I'm not planning to need an auto loan, mortgage, or personal loan in the next year. Is a retail card (the kind without a Visa or MC symbol) a different type of credit that will add to my credit mix?
My scores are all 820+ and I would like them to stay above 800.
Retail cards don't improve your credit mix. They're unreliable AZEO cards, but I don't see anything else that differentiates them from major cards as far as FICO is concerned.
@James3 wrote:I'm trying to understand the "credit mix" part of Fico scoring. I have 5 credit cards (all Visa or Mastercard) and two student loans that I expect to pay off this year. I have a third student loan account I paid off last year. What will be the effect on my credit score once the student loans are paid in full?
I'm not planning to need an auto loan, mortgage, or personal loan in the next year. Is a retail card (the kind without a Visa or MC symbol) a different type of credit that will add to my credit mix?
My scores are all 820+ and I would like them to stay above 800.
If I were you I wouldn't worry about it.
Paying off your student loans does not affect your credit mix. Closed loans count towards "credit mix".
I don't believe retail cards add to your credit mix, but even if they do I wouldn't get one; they count as a slight negative in the insurance industry scores, which could affect your car insurance premium.
When you pay your student loans down to zero you could lose some points in the FICO 8's and 9's, due to the 'no open loan' penalty. But again I wouldn't sweat it. Your high scores give you a comfortable buffer. If you want to be compulsive about it, though, you could, when the time comes, offset the loss by getting a share secured loan from NFCU or PenFed and immediately paying it down to 9% of the original loan amount.
In your case mastercard visa, discover and store cards are revolving credit cards. The student loans is a type of an installment loan. So your credit mix you have two types of credit. If you had an AMEX or any other card where the balance was due in full every month. This would be a charge card with an account type of open. Open simply means it is due every thirty days. Not if the acount is open or closed.
Ok, thanks for the information. This is all good to know. I don't think I'll get a personal loan just to immediately pay off 91% of it, but I can always make that choice in the future.
I didn't realize that retail cards had a negative connotation in the eyes of the insurance industry either. Definitely useful info.
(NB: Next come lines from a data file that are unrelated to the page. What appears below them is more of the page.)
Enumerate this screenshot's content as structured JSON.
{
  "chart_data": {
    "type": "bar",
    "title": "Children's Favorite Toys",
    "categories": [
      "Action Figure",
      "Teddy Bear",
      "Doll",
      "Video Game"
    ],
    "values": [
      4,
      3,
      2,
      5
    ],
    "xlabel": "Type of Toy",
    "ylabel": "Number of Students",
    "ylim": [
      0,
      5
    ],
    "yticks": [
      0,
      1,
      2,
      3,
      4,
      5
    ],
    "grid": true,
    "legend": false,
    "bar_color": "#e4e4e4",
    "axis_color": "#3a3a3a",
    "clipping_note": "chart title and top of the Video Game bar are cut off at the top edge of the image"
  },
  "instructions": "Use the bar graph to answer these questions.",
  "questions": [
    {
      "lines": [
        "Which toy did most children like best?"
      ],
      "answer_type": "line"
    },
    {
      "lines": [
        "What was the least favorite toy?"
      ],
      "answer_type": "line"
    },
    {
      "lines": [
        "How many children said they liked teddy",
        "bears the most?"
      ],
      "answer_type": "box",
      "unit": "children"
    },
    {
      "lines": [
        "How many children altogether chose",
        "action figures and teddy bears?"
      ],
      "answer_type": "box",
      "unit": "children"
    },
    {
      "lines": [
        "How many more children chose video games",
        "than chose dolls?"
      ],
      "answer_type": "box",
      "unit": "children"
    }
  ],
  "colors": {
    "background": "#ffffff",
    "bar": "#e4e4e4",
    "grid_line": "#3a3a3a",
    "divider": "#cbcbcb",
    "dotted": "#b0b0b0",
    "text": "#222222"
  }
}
I don't believe "retail cards" are conducive to optimal "credit mix." I believe FICO thinks of them as a somewhat "lesser" version of a credit card which could be used outside of particular retail stores. The FICO score requirements usually are less stringent within "retail cards."
What does affect FICO score negatively is the presence of a loan from such entities as "Household Finance." I believe these are called "retail loans." I used to take loans from "Household Finance" back in the 80s and 90s. "Retail loans" are cited as something which negatively affects FICO score.
I have never seen a good explanation of the components of credit mix.
Clearly having a regular credit card and an installment loan are part of it. If you have both of those you're 2/3 there.
But what satisfies the 3rd component is a mystery to me: it's got to be some other form of revolving credit, but which kind? Retail card? Charge card? Personal line of credit?
In my case, even while other parts of my credit profile have been imperfect, my credit mix has been perfect for quite a while. I doubt the 3rd component was satisfied by a retail card, because I only had one for a few weeks. I doubt it was satisfied by my Amex Gold charge card, because my credit mix was perfect before I ever got that card. So I'm left to think that the missing link for me, which elevated me to perfect credit mix, was the personal line of credit -- I've had 7.
IIRC, the third is real estate.
On a related note:
I am literally getting letters of adverse action with "No real estate" as the only factor listed for the decline.
@Anonymous wrote:IIRC, the third is real estate.
On a related note:
I am literally getting letters of adverse action with "No real estate" as the only factor listed for the decline.
Just to clarify, this is a creditor specific decline reason, not a FICO scoring reason. There is no FICO scoring element specific to Real Estate. Installment loans, yes.